To be sure there was plenty of bad behavior on the part of politicians in both parties (while the Dems were the main instigators during the Clinton administration and beyond, the Bush administration was actively pushing “an ownership society” during the 2004 campaign and was doing nothing to reverse the large HUD quotas). Some of the private sector excesses have been well documented such as the Countrywide Financial “liar loans” where income and other borrower information was fabricated in order to sell the loans. But the important point and the lesson that we SHOULD learn from the crisis is that it was OVERregulation by the Federal Government and Congress that pushed for the legislative changes that led to the crisis, NOT deregulation which was the more popular, political reaction in 2009 and beyond.

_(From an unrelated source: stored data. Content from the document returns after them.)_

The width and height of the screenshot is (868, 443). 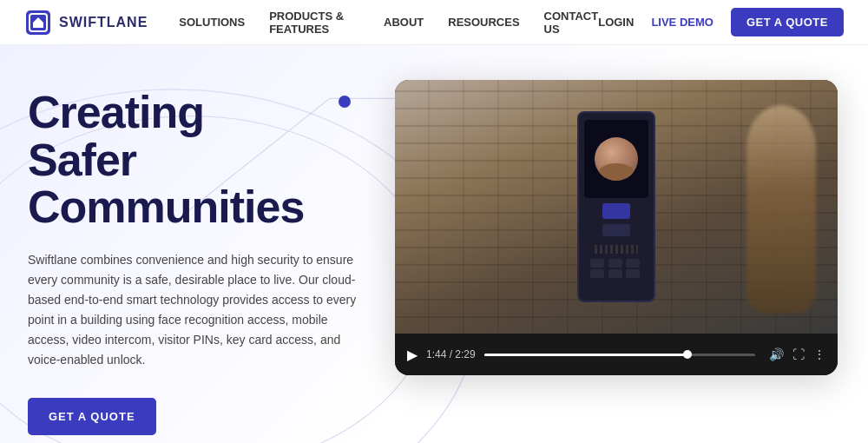 I want to click on nav-about: ABOUT, so click(x=404, y=23).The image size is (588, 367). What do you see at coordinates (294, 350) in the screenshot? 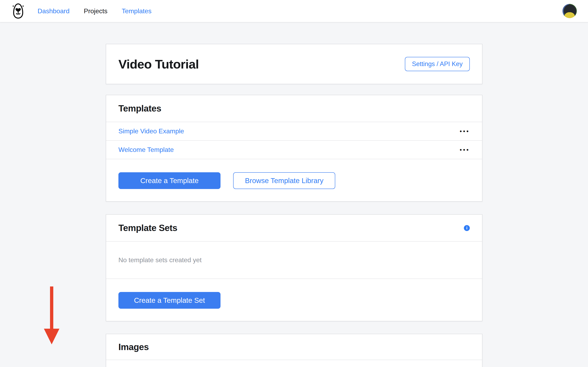
I see `images-card: Images` at bounding box center [294, 350]. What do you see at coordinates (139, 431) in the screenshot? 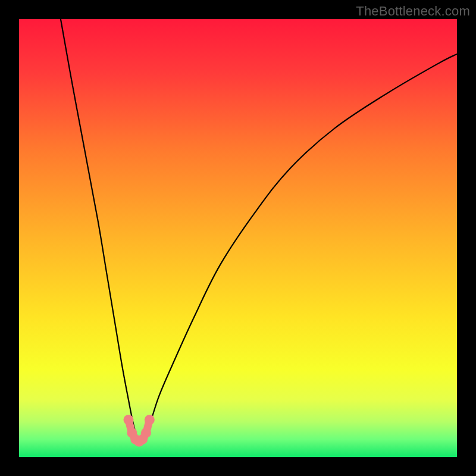
I see `trough-markers` at bounding box center [139, 431].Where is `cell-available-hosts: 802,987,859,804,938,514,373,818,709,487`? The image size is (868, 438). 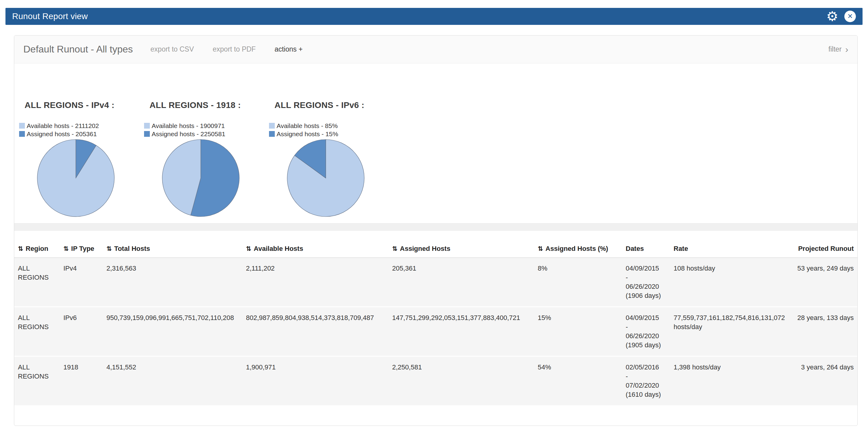 cell-available-hosts: 802,987,859,804,938,514,373,818,709,487 is located at coordinates (315, 332).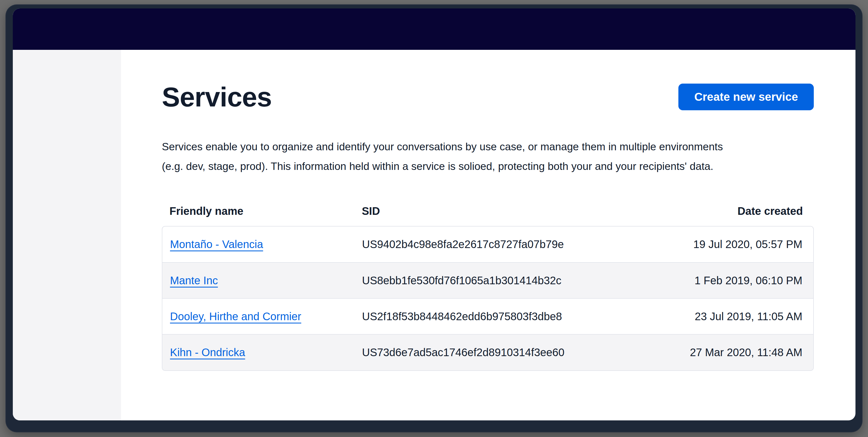 Image resolution: width=868 pixels, height=437 pixels. What do you see at coordinates (503, 352) in the screenshot?
I see `service-sid: US73d6e7ad5ac1746ef2d8910314f3ee60` at bounding box center [503, 352].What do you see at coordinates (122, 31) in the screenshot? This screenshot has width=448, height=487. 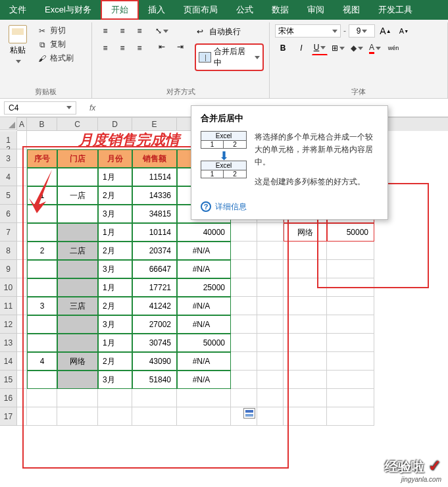 I see `align-middle-button: ≡` at bounding box center [122, 31].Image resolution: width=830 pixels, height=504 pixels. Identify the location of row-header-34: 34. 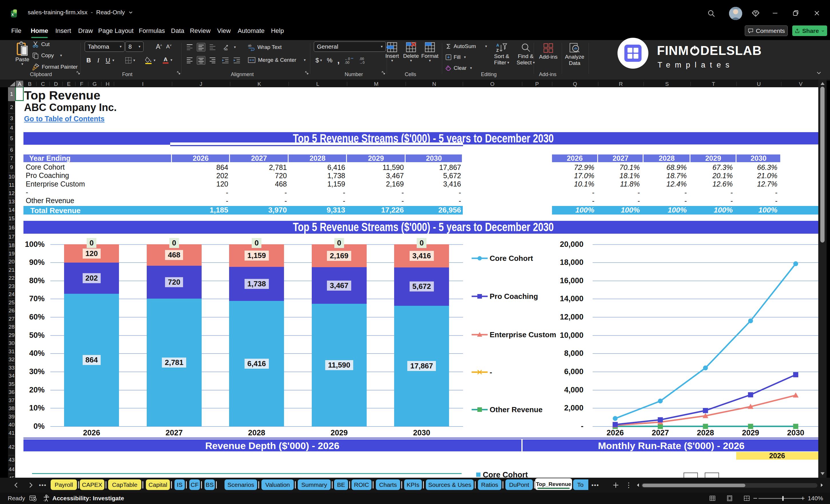
(11, 376).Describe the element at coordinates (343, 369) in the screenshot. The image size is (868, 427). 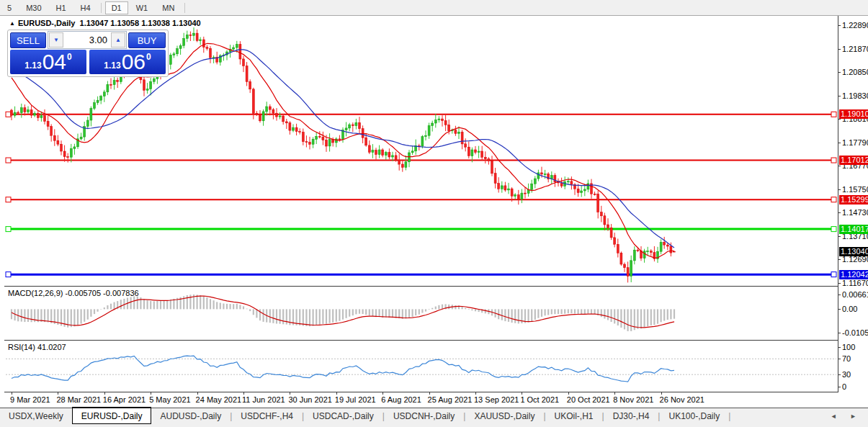
I see `rsi-line` at that location.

Unfortunately, this lesson has NOT been learned by Congress who has pursued greater regulation of banks with its onerous Dodd-Frank regulations passed in 2009 as the primary knee jerk reaction to the crisis. At the same time, Wallison points out that Congress has slipped back into old habits ignoring the high default rates of NCMs (and why Fannie and Freddie effectively went bankrupt) in order to provide greater credit availability and the newly created Consumer Financial Protection Bureau instituting a QM (a minimum qualifying mortgage) and eventually a QRM (supposedly a high quality mortgage required under Dodd-Frank) that required no down payment or minimum credit score for the borrower. In the last paragraph of the book, Wallison soberly notes “Unless at some point the narrative about the financial crisis is supplanted by an account of what really caused the financial crisis, it is only a matter of time before the ideas that produced the FHFA strategic plan, the QM/QRM rule and the Johnson-Crapo bill will carry the day. If that happens, we can be sure that another financial crisis awaits us in the future”. My less sanguine view is that Congress or the federal government as a whole will NEVER accept the factual narrative that it was government policy and regulation that caused the crisis (though at least Barney Frank now accepts this explanation). Unfortunately, Congress is very good at blaming others for their own incompetence.

From → Economics

2 Comments
  1. Great blog post, Bruce. This is what I believed, though it has been politically incorrect to say it out loud.

    • Absolutely right, Jack and finally someone actually did the analysis to back it up.